Local dev runs the harness on your host (so you get hot reload) but spawns every agent task in a real Docker sandbox, exactly like production. This is deliberate: it's the only honest way to develop against the bot's actual execution model.

1. Clone and install

git clone https://github.com/cliftonc/lastlight.git
cd lastlight
npm install

2. Create .env

cp .env.example .env

Edit .env and fill in the four values you collected in the previous step:

GITHUB_APP_ID=123456
GITHUB_APP_PRIVATE_KEY_PATH=./your-app.private-key.pem
GITHUB_APP_INSTALLATION_ID=789012
WEBHOOK_SECRET=your-webhook-secret

Drop the .pem file into the project root (or wherever GITHUB_APP_PRIVATE_KEY_PATH points). It's already in .gitignore, so you won't accidentally commit it.

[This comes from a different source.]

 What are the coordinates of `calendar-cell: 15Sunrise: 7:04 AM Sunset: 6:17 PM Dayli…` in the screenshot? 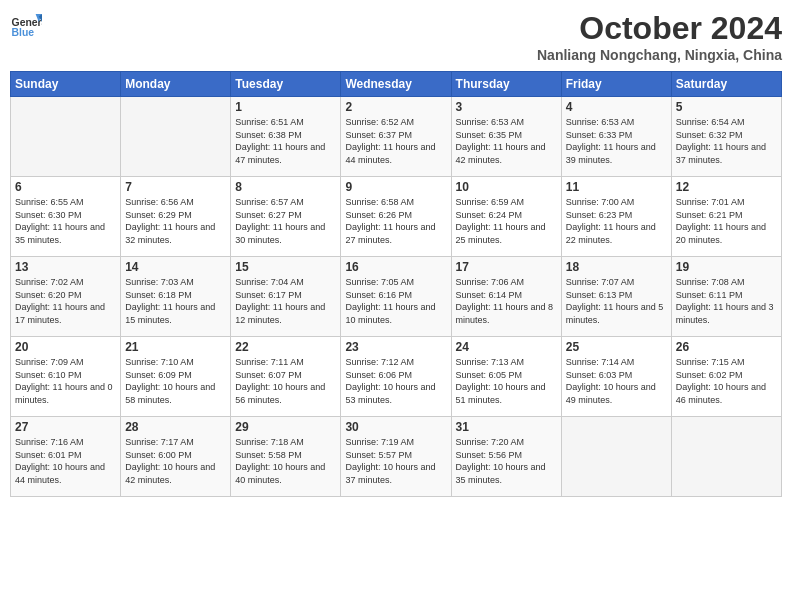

3. Build the sandbox image (one-time)

docker compose --profile build-only build sandbox

This builds the sandbox image that every agent task runs inside. You only need to rebuild it when sandbox.Dockerfile changes.

4. Log in to Claude Code (if using subscription auth)

claude login

The harness reads your host credentials once and seeds them into ./data/sandbox-claude-home/ on every start. If you later refresh your login, the next npm run dev picks it up automatically.

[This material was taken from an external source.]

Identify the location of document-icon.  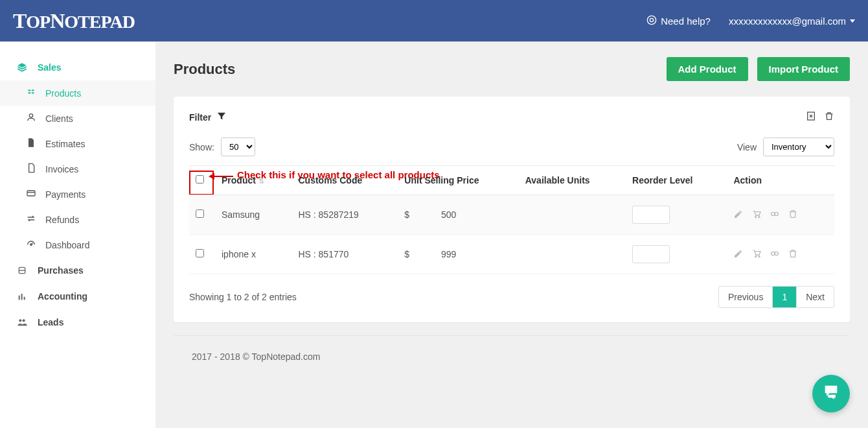
(31, 169).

If you're using API-key mode instead, just set ANTHROPIC_API_KEY in .env and skip this step.

5. Start the harness

# Server + dashboard, with hot reload
npm run dev

# Or individually
npm run dev:server
npm run dev:dashboard

Under the hood, npm run dev:server calls scripts/dev-local.sh, which:

  • Verifies Docker is running and the sandbox image exists.
  • Re-seeds ./data/sandbox-claude-home/.credentials.json from your host credentials.
  • Sets safe defaults: LASTLIGHT_LOCAL_DEV=1, SANDBOX_DATA_VOLUME=./data/sandbox-claude-home, STATE_DIR=./data, ENABLE_DIRECT_FALLBACK=false.
  • Launches the harness with tsx watch src/index.ts.
LASTLIGHT_LOCAL_DEV=1 tells the harness not to touch your personal ~/.gitconfig, ~/.claude/ history, or keychain. Everything sandbox-related stays inside ./data/. Safe to run on a dev laptop.

6. Trigger work via the CLI

The CLI is a thin HTTP client — it POSTs to the running server. Open a second terminal:

# Cheap defaults — single agent invocation
npx tsx src/cli.ts owner/repo#42                          # triage one issue
npx tsx src/cli.ts https://github.com/owner/repo/pull/99  # review one PR
npx tsx src/cli.ts triage owner/repo                       # scan repo for new issues
npx tsx src/cli.ts review owner/repo                       # scan repo for PRs to review
npx tsx src/cli.ts health owner/repo                       # weekly-style health report

# Expensive, opt-in — full Architect → Executor → Reviewer → PR cycle
npx tsx src/cli.ts build owner/repo#42

The default action for a single-issue or single-PR shorthand is the cheap one (triage / review). Build cycles are always opt-in via the explicit build subcommand.

7. Open the dashboard

The admin dashboard is served at http://localhost:8644/admin. It has four tabs: Home, Workflows, Sandbox Sessions, and Chat Sessions. You can watch sessions stream live, drill into any run, and resolve approval gates.

If you set ADMIN_PASSWORD in .env, the dashboard will prompt for it. Otherwise it's open.

Optional: receive real webhooks

To receive real GitHub webhooks in local dev, expose port 8644 with ngrok or cloudflared and point your GitHub App's webhook URL at the public tunnel. Without webhooks you can still trigger every workflow via the CLI.